Mark strikes a chord
The issue came up in Piano Factory Group, Inc. v. Schiedmayer Celesta GMBH, a case involving a mark for keyboard musical instruments. Schiedmayer Celesta is the successor to a line of German companies that have sold such instruments under the Schiedmayer mark for almost 300 years.
Piano Factory Group sells pianos from retail outlets. Believing the Schiedmayer mark had been abandoned for pianos, Piano Factory acquired the domain name schiedmayer.com and obtained a trademark registration for the mark. It proceeded to fix the Schiedmayer label on pianos and sell them.
Schiedmayer filed a cancellation petition, seeking to cancel Piano Factory’s registration for the mark. It alleged that the mark falsely suggested a connection to it, in violation of federal trademark law. The TTAB granted the petition.
The Federal Circuit tunes in
On appeal, Piano Factory contended that the ATJs who ruled in its case were unconstitutionally appointed. It cited the Supreme Court’s ruling in U.S. v. Arthrex, Inc., which came out before the parties filed their appellate briefs.
The Federal Circuit, however, noted that one of the problems regarding the PTAB was that the Patent and Trademark Office (PTO) director couldn’t review its decisions. The Supreme Court’s remedy was to allow the PTO director to review final PTAB decisions and, on review, issue decisions on the board’s behalf.
Doing so aligned the PTAB with the other adjudicative body in the PTO — the TTAB. Thus, the Supreme Court effectively confirmed that the statutory scheme governing TTAB decision-making doesn’t suffer from the PTAB’s Appointment Clause problem.
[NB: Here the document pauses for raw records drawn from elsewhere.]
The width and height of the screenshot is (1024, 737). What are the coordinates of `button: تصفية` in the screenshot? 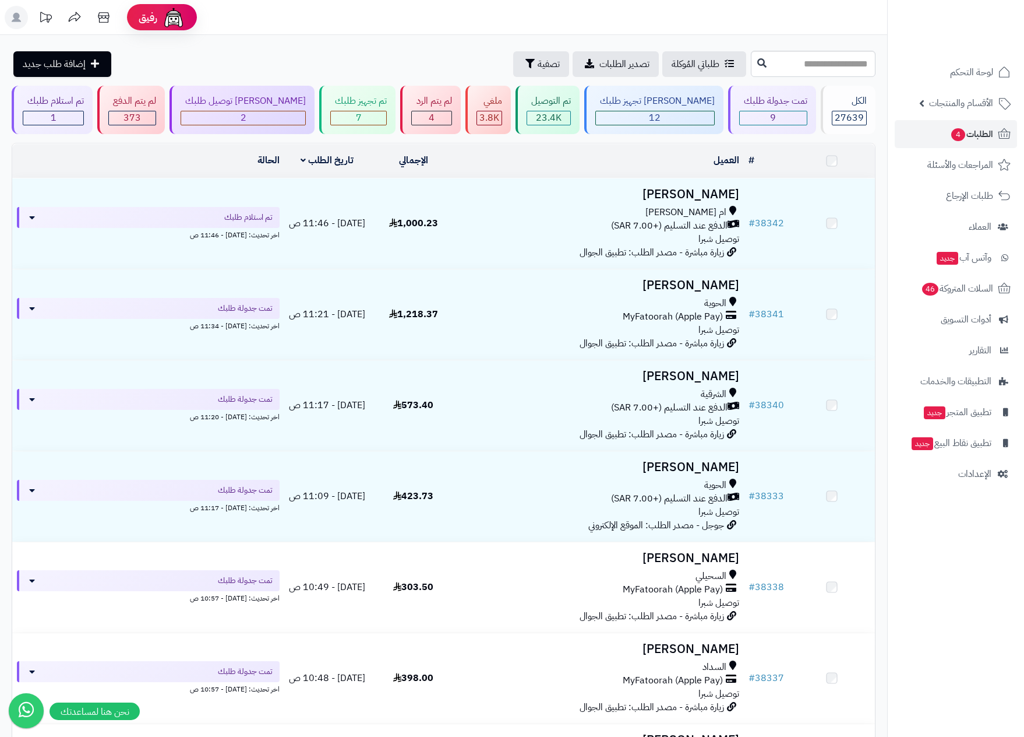 It's located at (541, 64).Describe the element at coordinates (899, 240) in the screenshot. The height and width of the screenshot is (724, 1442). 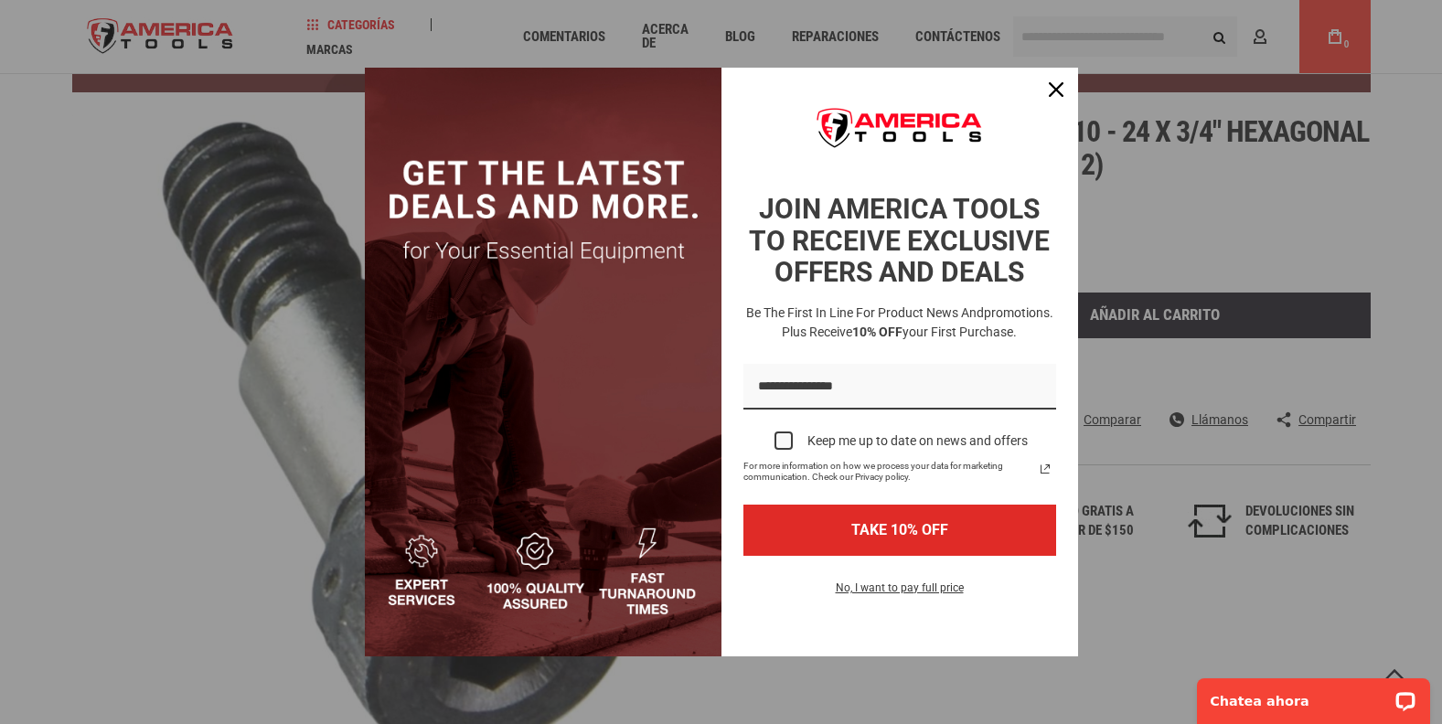
I see `strong: JOIN AMERICA TOOLS TO RECEIVE EXCLUSIVE OFFERS AND DEALS` at that location.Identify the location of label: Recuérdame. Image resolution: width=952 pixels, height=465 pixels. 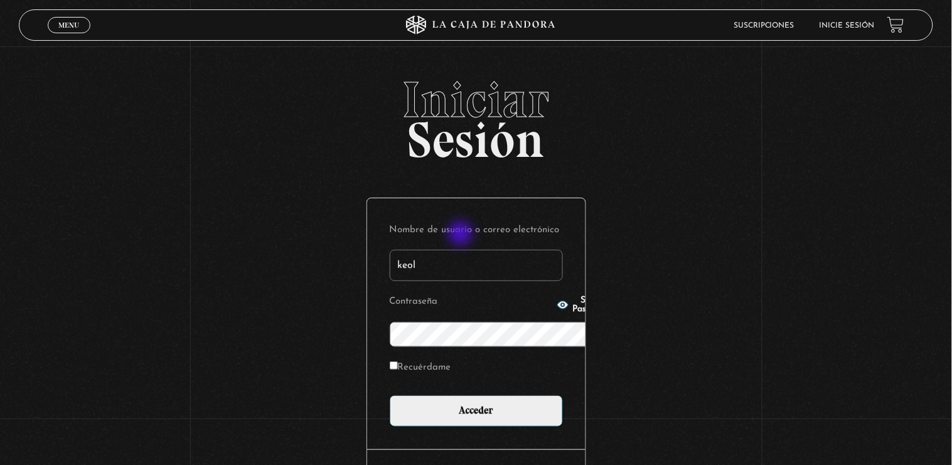
(421, 368).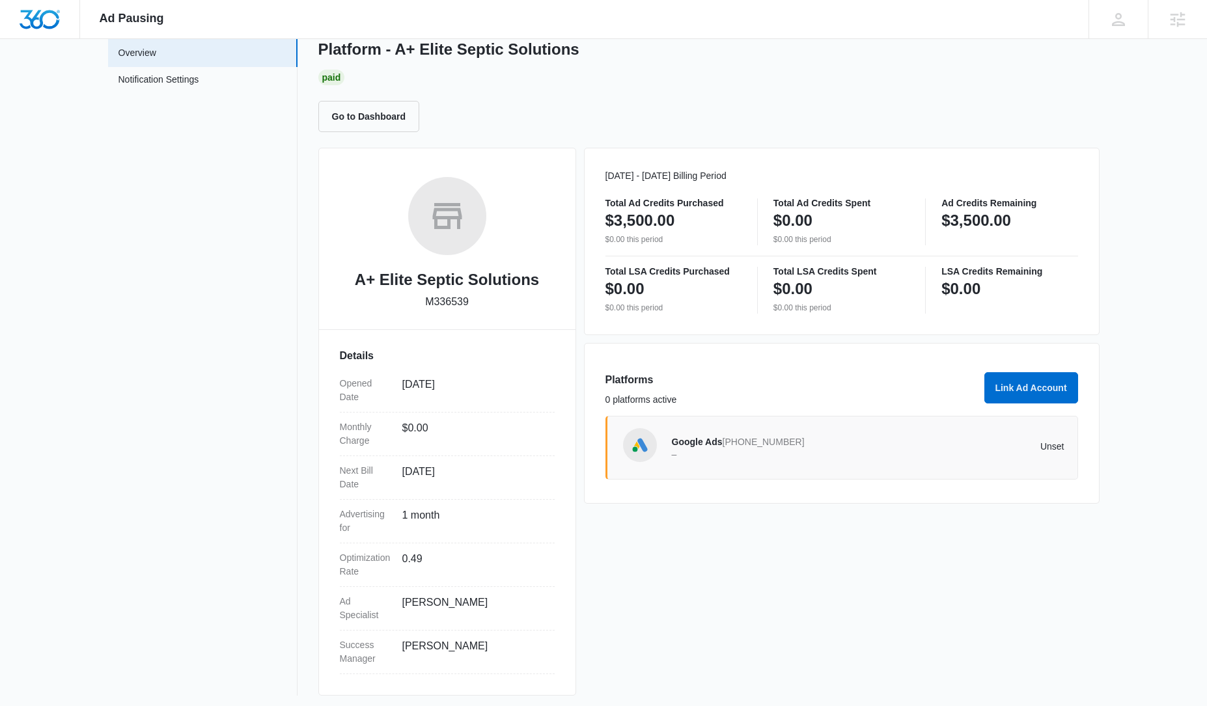  Describe the element at coordinates (697, 442) in the screenshot. I see `span: Google Ads` at that location.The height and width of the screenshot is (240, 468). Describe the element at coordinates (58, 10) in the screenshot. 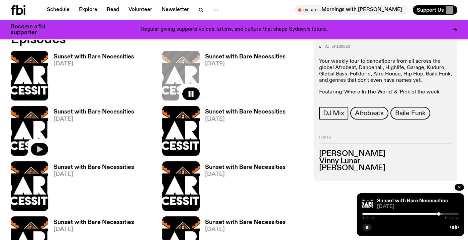

I see `a: Schedule` at that location. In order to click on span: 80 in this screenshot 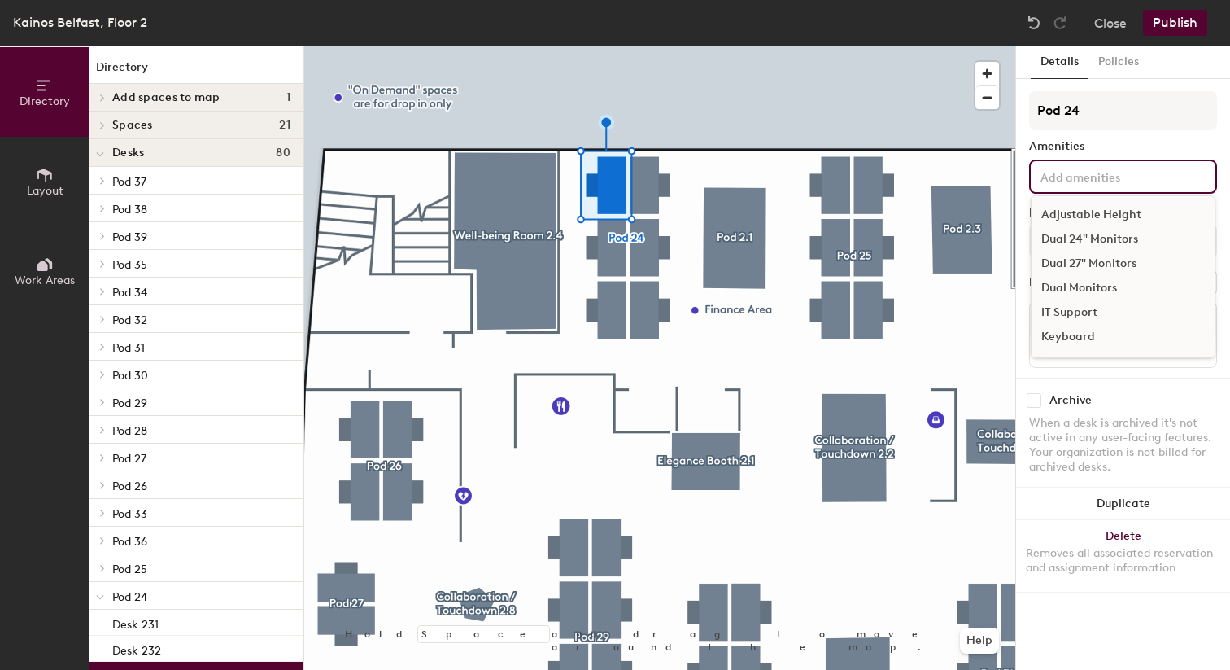, I will do `click(283, 153)`.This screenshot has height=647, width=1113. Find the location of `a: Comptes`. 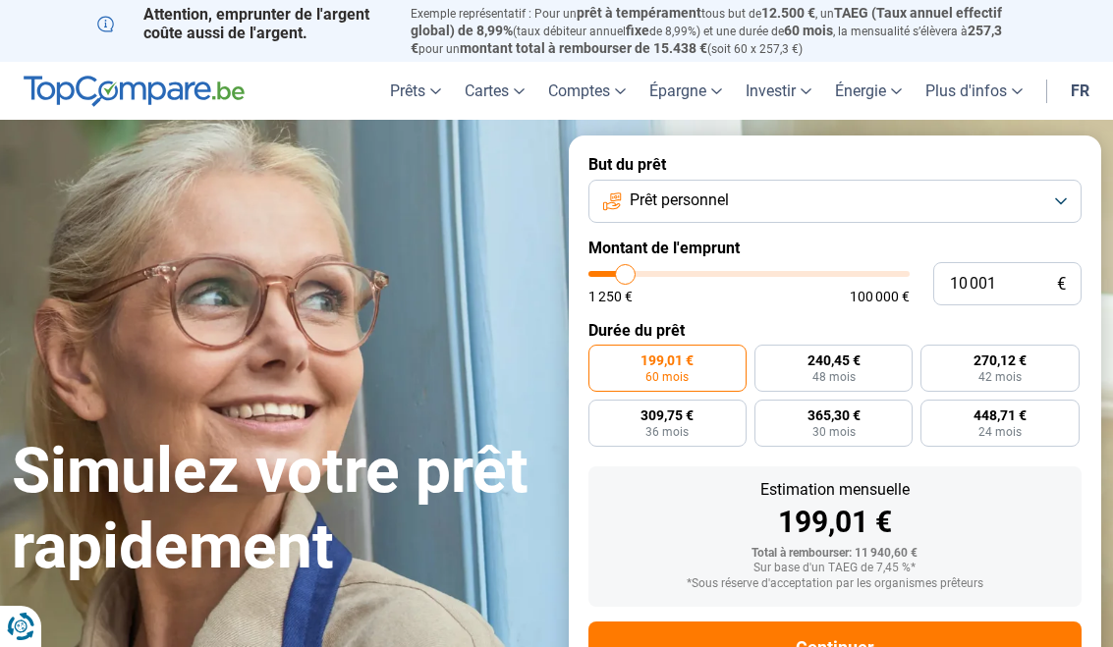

The Trademark Modernization Act of 2020 (TMA) explicitly confirmed the PTO director’s authority to review TTAB decisions. But, because that law was enacted after the TTAB’s ruling in this case, Piano Factory argued that the pre-TMA ATJs were unconstitutionally appointed. The Federal Circuit rejected this notion. It pointed out that, even before the TMA, the trademark laws gave the PTO director supervisory control over ATJs.
A key decision
Things didn’t go as Piano Factory Group hoped, as the Federal Circuit affirmed the TTAB’s review structure. Any lingering uncertainty after Arthrex is moot.